Though implementing fork() in a kernel is entirely distinct from using fork() in user space. Implementing fork() is mostly "just" manipulating a bunch of data structures the right way. Copy the right bytes and set the right values.
It's like how you can implement Java, C++, python, Haskell and any other (practical) language in C, despite C having no support for e.g. classes or lambdas. Or how humans can design and build combustion engines, despite us not having the capability to ingest gasoline in order to rotate an axle at 6000rpm ourselves.
Yeah, I get the difference in levels of abstraction. Still interesting, at least to me. Among other things, it limits how "thin" the POSIX emulation can be. So, for example, if I had a POSIXy super-CPU, an implementation of fork() in C, running on that CPU, could be rather thin. An implementation of fork() in Go seems like it'd necessarily have to be considerably thicker, as fork() is more foreign to Go.
But yes, I understand that this noodling has little to do with what the authors were going for, nor really with current reality.
I fail to see how the implementation of fork in C would be any thinner than an implementation of fork in Go. I expect the implementations would look very similar.
That sounds more like some kind of unusual “emulation layer” in user space than any “kernel”, and given your decision to use the host environment’s fork(), apparently one that just uses the host operating system’s (that’s what that “Super CPU” is, not a CPU at all but a full operating system) process model and everything associated with it, so you wouldn’t be able to emulate much.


* **Problem requirements**
Leave the images aside and repeat the whole listing exactly.

* **Data under study**
-*-*-

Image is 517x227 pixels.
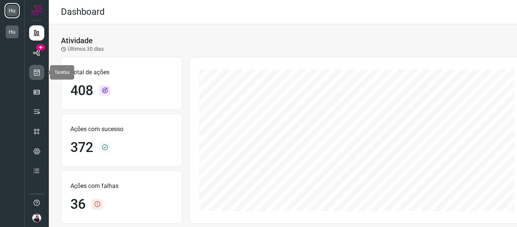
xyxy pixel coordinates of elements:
span: Tarefas [54,70,70,75]
p: Ações com falhas [70,181,172,190]
p: Últimos 30 dias [61,45,104,53]
p: Total de ações [70,68,172,77]
h1: 372 [70,139,93,155]
h2: Dashboard [61,6,105,17]
li: Hu [5,3,20,18]
h3: Atividade [61,36,93,45]
h1: 36 [70,196,85,212]
li: Hu [5,24,20,39]
p: Ações com sucesso [70,124,172,133]
img: Logo [31,5,42,16]
h1: 408 [70,82,93,99]
img: 662d8b14c1de322ee1c7fc7bf9a9ccae.jpeg [32,213,41,222]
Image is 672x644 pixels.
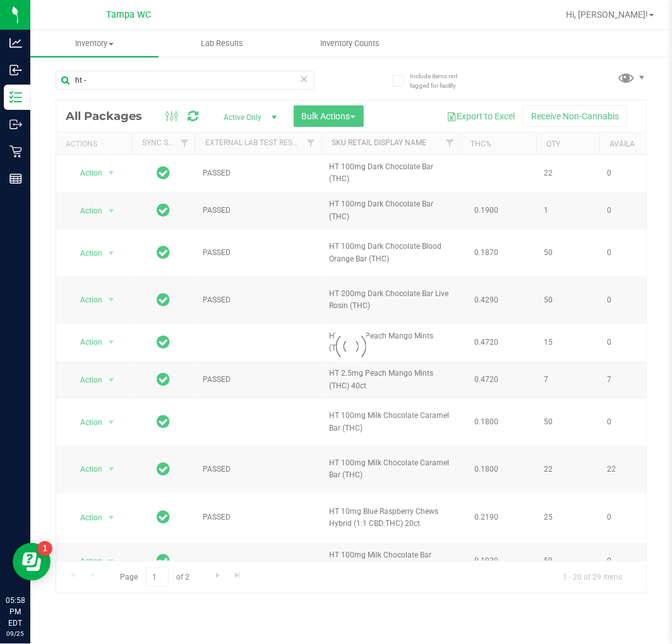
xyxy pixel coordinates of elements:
inline-svg: Analytics [10,37,23,50]
span: Include items not tagged for facility [410,71,473,90]
inline-svg: Retail [10,145,23,158]
input: Search Package ID, Item Name, SKU, Lot or Part Number... [56,71,314,90]
a: Lab Results [159,31,286,57]
span: Inventory [31,38,159,50]
span: Hi, [PERSON_NAME]! [566,10,648,20]
span: Clear [300,71,309,87]
span: Tampa WC [106,10,151,20]
inline-svg: Inbound [10,64,23,77]
p: 05:58 PM EDT [5,594,24,629]
a: Inventory [31,31,159,57]
iframe: Resource center [13,543,50,581]
inline-svg: Outbound [10,118,23,131]
p: 09/25 [5,629,24,639]
span: Inventory Counts [304,38,396,50]
inline-svg: Inventory [10,91,23,104]
iframe: Resource center unread badge [37,541,52,557]
span: Lab Results [184,38,260,50]
inline-svg: Reports [10,172,23,185]
a: Inventory Counts [286,31,414,57]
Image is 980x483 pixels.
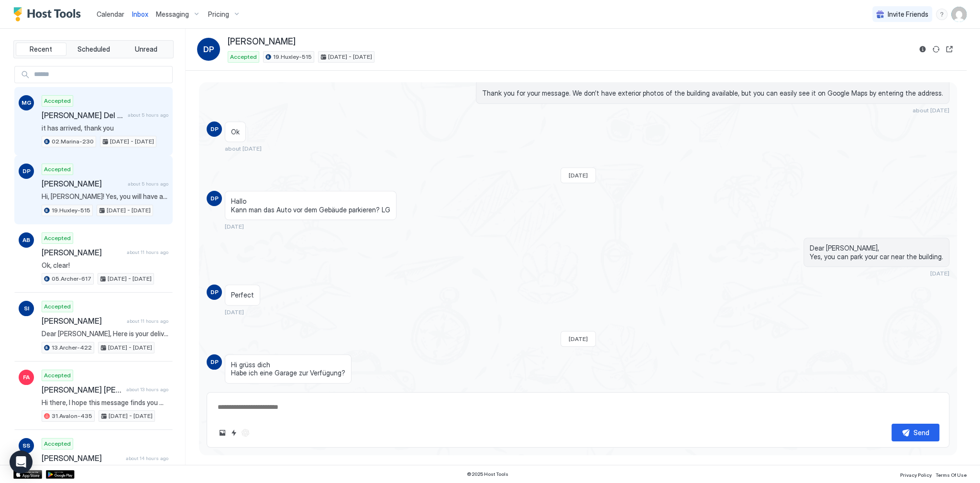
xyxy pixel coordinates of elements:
[208,10,229,18] span: Pricing
[467,471,508,477] span: © 2025 Host Tools
[211,125,219,134] span: DP
[128,112,168,118] span: about 5 hours ago
[913,428,929,438] div: Send
[231,197,390,214] span: Hallo Kann man das Auto vor dem Gebäude parkieren? LG
[107,206,150,215] span: [DATE] - [DATE]
[52,275,91,283] span: 05.Archer-617
[216,427,228,439] button: Upload image
[900,472,932,478] span: Privacy Policy
[42,192,168,201] span: Hi, [PERSON_NAME]! Yes, you will have a designated parking spot in the building’s garage during y...
[97,10,124,18] span: Calendar
[930,270,949,277] span: [DATE]
[328,53,372,61] span: [DATE] - [DATE]
[42,110,124,120] span: [PERSON_NAME] Del [PERSON_NAME]
[568,171,587,179] span: [DATE]
[231,291,254,299] span: Perfect
[97,9,124,19] a: Calendar
[22,99,32,107] span: MG
[9,450,33,474] div: Open Intercom Messenger
[110,137,154,146] span: [DATE] - [DATE]
[42,454,122,463] span: [PERSON_NAME]
[228,427,240,439] button: Quick reply
[126,386,168,393] span: about 13 hours ago
[225,308,244,316] span: [DATE]
[132,9,148,19] a: Inbox
[917,43,928,55] button: Reservation information
[231,128,240,136] span: Ok
[120,43,171,56] button: Unread
[42,316,123,326] span: [PERSON_NAME]
[900,469,932,479] a: Privacy Policy
[42,399,168,407] span: Hi there, I hope this message finds you well. I’m planning to reserve your lovely place and would...
[24,304,29,313] span: SI
[13,8,85,22] a: Host Tools Logo
[52,412,92,420] span: 31.Avalon-435
[225,223,244,230] span: [DATE]
[42,124,168,133] span: it has arrived, thank you
[935,472,967,478] span: Terms Of Use
[23,441,30,450] span: SS
[273,53,312,61] span: 19.Huxley-515
[912,107,949,114] span: about [DATE]
[23,373,29,382] span: FA
[230,53,256,61] span: Accepted
[16,43,67,56] button: Recent
[482,72,943,98] span: Hello, [PERSON_NAME]! Thank you for your message. We don’t have exterior photos of the building a...
[78,45,110,53] span: Scheduled
[46,470,74,479] a: Google Play Store
[29,45,52,53] span: Recent
[69,43,119,56] button: Scheduled
[23,236,30,244] span: AB
[52,137,94,146] span: 02.Marina-230
[42,247,123,257] span: [PERSON_NAME]
[127,318,168,324] span: about 11 hours ago
[52,206,90,215] span: 19.Huxley-515
[109,412,153,420] span: [DATE] - [DATE]
[44,371,71,379] span: Accepted
[887,10,928,18] span: Invite Friends
[42,329,168,338] span: Dear [PERSON_NAME], Here is your delivery code: 752198 Please note this is a one-time pass to ent...
[810,244,943,261] span: Dear [PERSON_NAME], Yes, you can park your car near the building.
[227,36,296,48] span: [PERSON_NAME]
[42,179,124,188] span: [PERSON_NAME]
[951,7,967,22] div: User profile
[42,385,123,394] span: [PERSON_NAME] [PERSON_NAME]
[44,165,71,174] span: Accepted
[44,303,71,311] span: Accepted
[30,67,172,83] input: Input Field
[568,335,587,343] span: [DATE]
[127,249,168,256] span: about 11 hours ago
[225,145,262,152] span: about [DATE]
[936,8,947,20] div: menu
[132,10,148,18] span: Inbox
[891,424,939,441] button: Send
[943,43,955,55] button: Open reservation
[13,470,42,479] a: App Store
[44,440,71,448] span: Accepted
[135,45,157,53] span: Unread
[930,43,942,55] button: Sync reservation
[156,10,189,18] span: Messaging
[13,40,174,58] div: tab-group
[52,343,92,352] span: 13.Archer-422
[44,97,71,105] span: Accepted
[128,180,168,187] span: about 5 hours ago
[203,43,214,55] span: DP
[211,358,219,366] span: DP
[23,167,31,175] span: DP
[126,455,168,461] span: about 14 hours ago
[211,288,219,297] span: DP
[108,275,151,283] span: [DATE] - [DATE]
[211,194,219,203] span: DP
[231,361,345,378] span: Hi grüss dich Habe ich eine Garage zur Verfügung?
[44,234,71,242] span: Accepted
[108,343,152,352] span: [DATE] - [DATE]
[935,469,967,479] a: Terms Of Use
[42,261,168,270] span: Ok, clear!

-*-*-

* **The answer**
Image is 517x227 pixels.
xyxy pixel coordinates of elements:
span: Tarefas [54,70,70,75]
p: Ações com falhas [70,181,172,190]
p: Últimos 30 dias [61,45,104,53]
p: Total de ações [70,68,172,77]
h1: 372 [70,139,93,155]
h2: Dashboard [61,6,105,17]
li: Hu [5,3,20,18]
h3: Atividade [61,36,93,45]
h1: 36 [70,196,85,212]
li: Hu [5,24,20,39]
p: Ações com sucesso [70,124,172,133]
img: Logo [31,5,42,16]
h1: 408 [70,82,93,99]
img: 662d8b14c1de322ee1c7fc7bf9a9ccae.jpeg [32,213,41,222]
Image is 672x644 pixels.
xyxy pixel coordinates of elements:
inline-svg: Analytics [10,37,23,50]
span: Include items not tagged for facility [410,71,473,90]
inline-svg: Retail [10,145,23,158]
input: Search Package ID, Item Name, SKU, Lot or Part Number... [56,71,314,90]
a: Lab Results [159,31,286,57]
span: Inventory [31,38,159,50]
span: Hi, [PERSON_NAME]! [566,10,648,20]
span: Clear [300,71,309,87]
span: Tampa WC [106,10,151,20]
inline-svg: Inbound [10,64,23,77]
p: 05:58 PM EDT [5,594,24,629]
a: Inventory [31,31,159,57]
iframe: Resource center [13,543,50,581]
inline-svg: Outbound [10,118,23,131]
p: 09/25 [5,629,24,639]
span: Inventory Counts [304,38,396,50]
inline-svg: Inventory [10,91,23,104]
iframe: Resource center unread badge [37,541,52,557]
span: Lab Results [184,38,260,50]
inline-svg: Reports [10,172,23,185]
a: Inventory Counts [286,31,414,57]
Image is 980x483 pixels.
xyxy pixel coordinates of elements:
[208,10,229,18] span: Pricing
[467,471,508,477] span: © 2025 Host Tools
[211,125,219,134] span: DP
[128,112,168,118] span: about 5 hours ago
[913,428,929,438] div: Send
[231,197,390,214] span: Hallo Kann man das Auto vor dem Gebäude parkieren? LG
[107,206,150,215] span: [DATE] - [DATE]
[52,275,91,283] span: 05.Archer-617
[216,427,228,439] button: Upload image
[900,472,932,478] span: Privacy Policy
[42,192,168,201] span: Hi, [PERSON_NAME]! Yes, you will have a designated parking spot in the building’s garage during y...
[97,10,124,18] span: Calendar
[930,270,949,277] span: [DATE]
[328,53,372,61] span: [DATE] - [DATE]
[42,110,124,120] span: [PERSON_NAME] Del [PERSON_NAME]
[568,171,587,179] span: [DATE]
[231,291,254,299] span: Perfect
[97,9,124,19] a: Calendar
[22,99,32,107] span: MG
[9,450,33,474] div: Open Intercom Messenger
[110,137,154,146] span: [DATE] - [DATE]
[42,454,122,463] span: [PERSON_NAME]
[228,427,240,439] button: Quick reply
[126,386,168,393] span: about 13 hours ago
[225,308,244,316] span: [DATE]
[132,9,148,19] a: Inbox
[917,43,928,55] button: Reservation information
[231,128,240,136] span: Ok
[120,43,171,56] button: Unread
[42,316,123,326] span: [PERSON_NAME]
[900,469,932,479] a: Privacy Policy
[42,399,168,407] span: Hi there, I hope this message finds you well. I’m planning to reserve your lovely place and would...
[24,304,29,313] span: SI
[13,8,85,22] a: Host Tools Logo
[52,412,92,420] span: 31.Avalon-435
[225,223,244,230] span: [DATE]
[42,124,168,133] span: it has arrived, thank you
[935,472,967,478] span: Terms Of Use
[23,441,30,450] span: SS
[273,53,312,61] span: 19.Huxley-515
[912,107,949,114] span: about [DATE]
[23,373,29,382] span: FA
[230,53,256,61] span: Accepted
[16,43,67,56] button: Recent
[482,72,943,98] span: Hello, [PERSON_NAME]! Thank you for your message. We don’t have exterior photos of the building a...
[78,45,110,53] span: Scheduled
[46,470,74,479] a: Google Play Store
[29,45,52,53] span: Recent
[69,43,119,56] button: Scheduled
[23,236,30,244] span: AB
[52,137,94,146] span: 02.Marina-230
[42,247,123,257] span: [PERSON_NAME]
[127,318,168,324] span: about 11 hours ago
[52,206,90,215] span: 19.Huxley-515
[109,412,153,420] span: [DATE] - [DATE]
[44,371,71,379] span: Accepted
[887,10,928,18] span: Invite Friends
[42,329,168,338] span: Dear [PERSON_NAME], Here is your delivery code: 752198 Please note this is a one-time pass to ent...
[810,244,943,261] span: Dear [PERSON_NAME], Yes, you can park your car near the building.
[227,36,296,48] span: [PERSON_NAME]
[42,179,124,188] span: [PERSON_NAME]
[951,7,967,22] div: User profile
[42,385,123,394] span: [PERSON_NAME] [PERSON_NAME]
[44,165,71,174] span: Accepted
[44,303,71,311] span: Accepted
[30,67,172,83] input: Input Field
[568,335,587,343] span: [DATE]
[127,249,168,256] span: about 11 hours ago
[225,145,262,152] span: about [DATE]
[936,8,947,20] div: menu
[132,10,148,18] span: Inbox
[891,424,939,441] button: Send
[943,43,955,55] button: Open reservation
[13,470,42,479] a: App Store
[44,440,71,448] span: Accepted
[135,45,157,53] span: Unread
[930,43,942,55] button: Sync reservation
[156,10,189,18] span: Messaging
[13,40,174,58] div: tab-group
[52,343,92,352] span: 13.Archer-422
[44,97,71,105] span: Accepted
[128,180,168,187] span: about 5 hours ago
[203,43,214,55] span: DP
[211,358,219,366] span: DP
[23,167,31,175] span: DP
[126,455,168,461] span: about 14 hours ago
[211,288,219,297] span: DP
[108,275,151,283] span: [DATE] - [DATE]
[211,194,219,203] span: DP
[231,361,345,378] span: Hi grüss dich Habe ich eine Garage zur Verfügung?
[44,234,71,242] span: Accepted
[108,343,152,352] span: [DATE] - [DATE]
[935,469,967,479] a: Terms Of Use
[42,261,168,270] span: Ok, clear!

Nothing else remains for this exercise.